Editor’s note: This story was reported in Helsinki, Finland on a trip paid for by Microsoft, which covered airfare and lodging for reporters. Healthcare IT News made no promises to Microsoft about the content or quantity of coverage. Healthcare IT News is a HIMSS Media publication.
There is no doubt that healthcare systems around the world are undergoing a period of transformation, according to HIMSS chief clinical officer Dr Charles Alessi. Rising expectations of patients, as consumers, shifts in health trends, ageing, and workforce shortages are only a few of the key factors behind the urgent need for change.
“But the question is not if healthcare is changing, it’s at what pace healthcare is changing,” Dr Alessi said at a recent event organised by Microsoft, taking place ahead of the June HIMSS & Health 2.0 European conference in Helsinki, Finland.
The Nordic country boasts some of the hottest health tech initiatives and startups at the moment, and what makes it unique in being able to reap the benefits of digitisation is its data, explained Juha Tuominen, chief executive of HUS (Helsinki University Hospital), the second largest employer in Finland, including 17 hospitals in the capital and the Espoo and Vantaa cities.
“The data pool that we have is enormous,” Tuominen told journalists at the Microsoft press briefing. “Even though the Finnish population is very small, less than six million, two million people live here in our area. If you think that we already have lab data from 50 years, from those two million people, it means that the amount produced, the data pool is really big. We started with medical records in 1991, and it took ten years approximately to really cover the whole hospital, (…) so we have history, a lot of history there,” the CEO added.
But even in Finland, the challenges are still there.
“The basic customer path and journey must be largely digitalised, and this is not there yet,” Tuominen said. Although patients can book appointments or fill questionnaires before and after their operations online, for example, these are not presented as “one service”.
“It’s not a smooth, seamless chain,” the chief executive said. “For a customer, it’s like a candy shop. You can pick different candies, but it’s not a full menu that you would eat. My first vision is that the whole chain will and must be seamless.”
Using data to provide treatment earlier
One example of innovation empowering citizens to lead healthier lives and take control of their care in Finland is the Health Villages initiative, launched through the two-year Virtual Hospital 2.0 project that ended in 2018. The Health Villages platform consists of three online portals: one for all citizens, one offering services to patient groups for different specialties, and one including tools for healthcare professionals.
Virpi Rauta, nephrologist at HUS and project manager for the national Kidney Hub for Health Villages, said the platform now reaches around half a million visitors per month. Around 1,760 professionals were involved in its development during the project period, and 14,000 people access it on average every day.
Other initiatives showcased throughout the day at the briefing included the work done at the Karolinska University Hospital, where a team has been working with Microsoft and other industry partners on a project started in 2018 to use an AI robot, VR and gamification to reduce the anxiety of children receiving cancer treatment and their families and loved ones.
Over in Scotland, NHS Greater Glasgow and Clyde has been using wearable devices and Microsoft’s Azure cloud platform COPD – an umbrella term for a group of lung conditions causing breathing difficulties – in their homes in a trial expected to reduce the number of hospital admissions and generate cost savings.
“It’s about delivering treatment earlier by using data,” said Chris Carlin, consultant respiratory physician at the Scottish health board. “If we can empower patients to self-manage their condition, we can significantly reduce hospital admissions. That self-management might be helping them with their breathing, escalating their existing treatment, recommending new treatment or reaching out to the community respiratory team.”
Meanwhile, Microsoft is also working with the Novartis Foundation and the Oswaldo Cruz Foundation in Brazil to develop a machine learning algorithm for early detection of leprosy. Most recent figures from the World Health Organisation indicate that more than 200,000 people were diagnosed with the disease globally in 2017.
But as stakeholders around the world continue to look to the adoption of digital technologies, Nicola Bedlington, secretary general at the European Patients’ Forum, emphasised that the patient’s voice must be a crucial part in the design, development and deployment of new tools, while, ultimately, the innovation needed in healthcare will be built on trust, seen as a “gatekeeper”, argued Elena Bonfiglioli, Microsoft healthcare lead for the EMEA region.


• EXERCISE DESCRIPTION
Go through the records line by line from the top and repeat each one exactly, ending with the line that contains "Image is 796x373 pixels.".

[Page and application data records]
• • • • •
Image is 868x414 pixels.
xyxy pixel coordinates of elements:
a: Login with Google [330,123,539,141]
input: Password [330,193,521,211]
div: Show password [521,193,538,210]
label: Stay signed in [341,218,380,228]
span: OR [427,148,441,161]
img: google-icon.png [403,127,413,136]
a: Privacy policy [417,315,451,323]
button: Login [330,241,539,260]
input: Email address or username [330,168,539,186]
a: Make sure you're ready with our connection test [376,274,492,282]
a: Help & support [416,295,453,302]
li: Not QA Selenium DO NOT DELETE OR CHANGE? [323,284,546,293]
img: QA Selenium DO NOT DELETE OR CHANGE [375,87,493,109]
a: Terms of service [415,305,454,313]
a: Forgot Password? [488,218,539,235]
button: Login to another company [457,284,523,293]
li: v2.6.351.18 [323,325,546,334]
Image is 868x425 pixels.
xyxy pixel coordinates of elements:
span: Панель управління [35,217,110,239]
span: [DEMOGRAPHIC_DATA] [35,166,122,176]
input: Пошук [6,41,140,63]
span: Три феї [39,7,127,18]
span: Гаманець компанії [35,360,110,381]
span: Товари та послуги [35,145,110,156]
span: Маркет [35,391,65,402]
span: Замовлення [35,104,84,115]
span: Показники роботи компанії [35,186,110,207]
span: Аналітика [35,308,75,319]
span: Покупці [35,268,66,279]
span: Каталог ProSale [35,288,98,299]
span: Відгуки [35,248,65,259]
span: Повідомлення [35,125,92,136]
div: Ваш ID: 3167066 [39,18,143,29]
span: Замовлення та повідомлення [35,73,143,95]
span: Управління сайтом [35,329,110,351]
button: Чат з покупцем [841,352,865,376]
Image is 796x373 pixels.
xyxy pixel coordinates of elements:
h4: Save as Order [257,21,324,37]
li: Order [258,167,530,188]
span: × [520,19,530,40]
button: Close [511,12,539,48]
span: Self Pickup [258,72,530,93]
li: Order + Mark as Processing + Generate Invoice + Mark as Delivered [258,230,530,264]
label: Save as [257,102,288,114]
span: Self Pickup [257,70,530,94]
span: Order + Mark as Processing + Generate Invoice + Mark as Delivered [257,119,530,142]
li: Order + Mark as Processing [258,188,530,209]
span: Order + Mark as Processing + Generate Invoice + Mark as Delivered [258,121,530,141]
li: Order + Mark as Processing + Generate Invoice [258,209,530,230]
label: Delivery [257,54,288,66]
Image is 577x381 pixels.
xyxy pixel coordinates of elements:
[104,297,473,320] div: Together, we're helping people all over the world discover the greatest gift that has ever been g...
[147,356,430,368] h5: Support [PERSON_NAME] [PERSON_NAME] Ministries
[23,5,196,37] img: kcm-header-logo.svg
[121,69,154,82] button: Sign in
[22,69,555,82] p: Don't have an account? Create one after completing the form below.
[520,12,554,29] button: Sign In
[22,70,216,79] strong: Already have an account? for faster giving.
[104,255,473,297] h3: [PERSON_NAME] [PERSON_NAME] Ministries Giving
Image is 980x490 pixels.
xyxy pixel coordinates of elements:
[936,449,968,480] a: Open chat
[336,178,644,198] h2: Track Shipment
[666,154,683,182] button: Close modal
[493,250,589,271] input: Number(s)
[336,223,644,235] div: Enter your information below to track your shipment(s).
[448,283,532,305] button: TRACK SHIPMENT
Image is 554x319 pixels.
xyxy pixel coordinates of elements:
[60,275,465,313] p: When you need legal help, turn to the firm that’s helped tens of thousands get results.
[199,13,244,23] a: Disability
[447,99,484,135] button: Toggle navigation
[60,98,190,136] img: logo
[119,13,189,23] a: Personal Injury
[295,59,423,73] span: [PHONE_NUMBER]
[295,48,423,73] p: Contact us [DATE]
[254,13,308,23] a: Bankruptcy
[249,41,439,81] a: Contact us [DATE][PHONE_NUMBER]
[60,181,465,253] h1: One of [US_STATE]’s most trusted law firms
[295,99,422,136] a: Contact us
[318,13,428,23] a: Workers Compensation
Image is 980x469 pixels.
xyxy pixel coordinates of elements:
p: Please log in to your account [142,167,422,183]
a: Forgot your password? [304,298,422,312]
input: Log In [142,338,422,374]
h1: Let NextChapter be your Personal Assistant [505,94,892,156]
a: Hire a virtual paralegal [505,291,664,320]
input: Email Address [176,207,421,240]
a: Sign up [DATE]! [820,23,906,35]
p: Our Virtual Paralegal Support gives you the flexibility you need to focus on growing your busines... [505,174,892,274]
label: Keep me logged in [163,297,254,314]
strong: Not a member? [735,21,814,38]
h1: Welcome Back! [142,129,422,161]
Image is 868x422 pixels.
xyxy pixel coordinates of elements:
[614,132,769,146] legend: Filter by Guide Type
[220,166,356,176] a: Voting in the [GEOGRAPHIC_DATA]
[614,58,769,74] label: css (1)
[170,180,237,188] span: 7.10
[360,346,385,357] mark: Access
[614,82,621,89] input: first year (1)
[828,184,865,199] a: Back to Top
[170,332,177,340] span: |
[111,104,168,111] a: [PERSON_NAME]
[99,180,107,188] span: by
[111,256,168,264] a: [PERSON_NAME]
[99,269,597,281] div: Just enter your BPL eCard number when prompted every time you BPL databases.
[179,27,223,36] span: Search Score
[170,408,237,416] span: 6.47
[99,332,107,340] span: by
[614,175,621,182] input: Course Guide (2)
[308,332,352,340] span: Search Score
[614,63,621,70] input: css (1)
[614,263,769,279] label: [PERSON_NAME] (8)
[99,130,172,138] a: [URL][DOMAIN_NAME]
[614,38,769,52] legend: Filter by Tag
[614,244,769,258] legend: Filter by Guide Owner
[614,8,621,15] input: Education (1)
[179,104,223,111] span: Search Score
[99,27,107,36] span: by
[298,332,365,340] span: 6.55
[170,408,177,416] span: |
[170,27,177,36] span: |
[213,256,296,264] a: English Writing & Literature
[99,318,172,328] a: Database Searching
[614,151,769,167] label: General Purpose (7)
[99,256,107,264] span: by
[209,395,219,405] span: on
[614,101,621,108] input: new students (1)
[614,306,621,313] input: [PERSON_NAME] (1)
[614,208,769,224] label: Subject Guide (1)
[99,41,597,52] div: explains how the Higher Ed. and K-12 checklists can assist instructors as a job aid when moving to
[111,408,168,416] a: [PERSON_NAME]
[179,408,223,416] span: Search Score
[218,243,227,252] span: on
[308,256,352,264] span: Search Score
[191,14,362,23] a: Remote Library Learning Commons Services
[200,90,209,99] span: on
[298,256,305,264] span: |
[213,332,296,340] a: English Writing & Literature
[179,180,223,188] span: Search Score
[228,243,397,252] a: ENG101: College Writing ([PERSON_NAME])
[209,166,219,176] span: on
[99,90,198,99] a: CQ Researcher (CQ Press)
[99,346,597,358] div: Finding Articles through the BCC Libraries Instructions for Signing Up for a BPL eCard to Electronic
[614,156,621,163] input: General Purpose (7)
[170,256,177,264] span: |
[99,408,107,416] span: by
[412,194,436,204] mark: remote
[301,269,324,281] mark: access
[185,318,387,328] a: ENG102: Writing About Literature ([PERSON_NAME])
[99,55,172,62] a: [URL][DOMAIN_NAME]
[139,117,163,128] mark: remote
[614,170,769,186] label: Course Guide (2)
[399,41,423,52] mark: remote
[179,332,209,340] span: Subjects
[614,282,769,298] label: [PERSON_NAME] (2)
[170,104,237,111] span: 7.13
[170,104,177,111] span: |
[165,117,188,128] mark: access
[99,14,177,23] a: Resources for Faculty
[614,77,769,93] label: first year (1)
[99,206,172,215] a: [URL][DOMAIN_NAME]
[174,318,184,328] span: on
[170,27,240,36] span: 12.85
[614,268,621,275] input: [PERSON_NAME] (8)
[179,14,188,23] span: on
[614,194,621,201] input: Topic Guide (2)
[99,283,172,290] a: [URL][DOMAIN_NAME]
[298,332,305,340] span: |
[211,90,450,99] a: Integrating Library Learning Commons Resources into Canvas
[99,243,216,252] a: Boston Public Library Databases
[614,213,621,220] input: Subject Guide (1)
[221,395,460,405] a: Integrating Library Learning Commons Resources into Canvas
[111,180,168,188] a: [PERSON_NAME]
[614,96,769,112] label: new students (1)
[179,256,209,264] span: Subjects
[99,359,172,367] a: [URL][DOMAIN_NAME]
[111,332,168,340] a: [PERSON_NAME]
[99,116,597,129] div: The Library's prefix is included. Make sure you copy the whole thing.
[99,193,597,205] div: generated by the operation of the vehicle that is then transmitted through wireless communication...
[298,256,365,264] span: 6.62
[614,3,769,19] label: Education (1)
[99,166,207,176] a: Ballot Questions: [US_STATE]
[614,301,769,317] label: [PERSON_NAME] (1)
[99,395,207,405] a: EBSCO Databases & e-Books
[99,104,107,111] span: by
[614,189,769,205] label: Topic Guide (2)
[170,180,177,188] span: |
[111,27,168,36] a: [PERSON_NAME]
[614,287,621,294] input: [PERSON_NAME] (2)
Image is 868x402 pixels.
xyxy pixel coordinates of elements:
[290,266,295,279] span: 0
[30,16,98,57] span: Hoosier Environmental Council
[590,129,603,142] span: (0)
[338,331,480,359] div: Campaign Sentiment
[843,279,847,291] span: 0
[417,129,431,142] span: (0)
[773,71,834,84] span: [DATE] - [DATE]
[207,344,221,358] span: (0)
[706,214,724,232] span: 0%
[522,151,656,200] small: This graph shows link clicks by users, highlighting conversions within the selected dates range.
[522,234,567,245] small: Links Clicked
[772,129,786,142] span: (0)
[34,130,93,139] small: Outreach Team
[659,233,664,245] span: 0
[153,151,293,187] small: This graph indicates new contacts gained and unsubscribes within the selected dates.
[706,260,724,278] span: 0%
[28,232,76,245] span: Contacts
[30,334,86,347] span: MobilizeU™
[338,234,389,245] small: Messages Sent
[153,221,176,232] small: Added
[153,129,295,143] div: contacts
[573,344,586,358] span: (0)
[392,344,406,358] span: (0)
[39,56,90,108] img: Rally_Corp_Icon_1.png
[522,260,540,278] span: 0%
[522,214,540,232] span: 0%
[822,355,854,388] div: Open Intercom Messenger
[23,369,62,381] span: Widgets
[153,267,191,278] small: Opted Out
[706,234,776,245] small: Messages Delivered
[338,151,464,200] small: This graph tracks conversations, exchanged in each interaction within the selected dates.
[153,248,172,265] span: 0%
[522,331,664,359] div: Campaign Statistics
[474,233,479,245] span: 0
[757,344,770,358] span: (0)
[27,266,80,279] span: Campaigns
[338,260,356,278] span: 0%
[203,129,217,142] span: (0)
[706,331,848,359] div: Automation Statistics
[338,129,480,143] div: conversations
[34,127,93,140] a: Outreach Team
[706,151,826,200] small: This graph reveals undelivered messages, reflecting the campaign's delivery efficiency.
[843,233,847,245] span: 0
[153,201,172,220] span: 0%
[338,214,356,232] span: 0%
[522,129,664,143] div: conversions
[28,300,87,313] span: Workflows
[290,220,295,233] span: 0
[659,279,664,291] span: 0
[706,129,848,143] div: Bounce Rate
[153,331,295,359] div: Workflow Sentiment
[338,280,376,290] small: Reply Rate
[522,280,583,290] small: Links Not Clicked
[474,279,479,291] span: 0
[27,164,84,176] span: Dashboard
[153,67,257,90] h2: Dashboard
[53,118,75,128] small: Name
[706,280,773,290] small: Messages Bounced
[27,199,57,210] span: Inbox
• • • • •
• SOLUTION FOR THIS TASK
Image is 868x414 pixels.
xyxy pixel coordinates of elements:
a: Login with Google [330,123,539,141]
input: Password [330,193,521,211]
div: Show password [521,193,538,210]
label: Stay signed in [341,218,380,228]
span: OR [427,148,441,161]
img: google-icon.png [403,127,413,136]
a: Privacy policy [417,315,451,323]
button: Login [330,241,539,260]
input: Email address or username [330,168,539,186]
a: Make sure you're ready with our connection test [376,274,492,282]
a: Help & support [416,295,453,302]
li: Not QA Selenium DO NOT DELETE OR CHANGE? [323,284,546,293]
img: QA Selenium DO NOT DELETE OR CHANGE [375,87,493,109]
a: Terms of service [415,305,454,313]
a: Forgot Password? [488,218,539,235]
button: Login to another company [457,284,523,293]
li: v2.6.351.18 [323,325,546,334]
Image is 868x425 pixels.
xyxy pixel coordinates of elements:
span: Панель управління [35,217,110,239]
span: [DEMOGRAPHIC_DATA] [35,166,122,176]
input: Пошук [6,41,140,63]
span: Три феї [39,7,127,18]
span: Гаманець компанії [35,360,110,381]
span: Товари та послуги [35,145,110,156]
span: Маркет [35,391,65,402]
span: Замовлення [35,104,84,115]
span: Показники роботи компанії [35,186,110,207]
span: Аналітика [35,308,75,319]
span: Покупці [35,268,66,279]
span: Каталог ProSale [35,288,98,299]
span: Відгуки [35,248,65,259]
span: Повідомлення [35,125,92,136]
div: Ваш ID: 3167066 [39,18,143,29]
span: Замовлення та повідомлення [35,73,143,95]
span: Управління сайтом [35,329,110,351]
button: Чат з покупцем [841,352,865,376]
Image is 796x373 pixels.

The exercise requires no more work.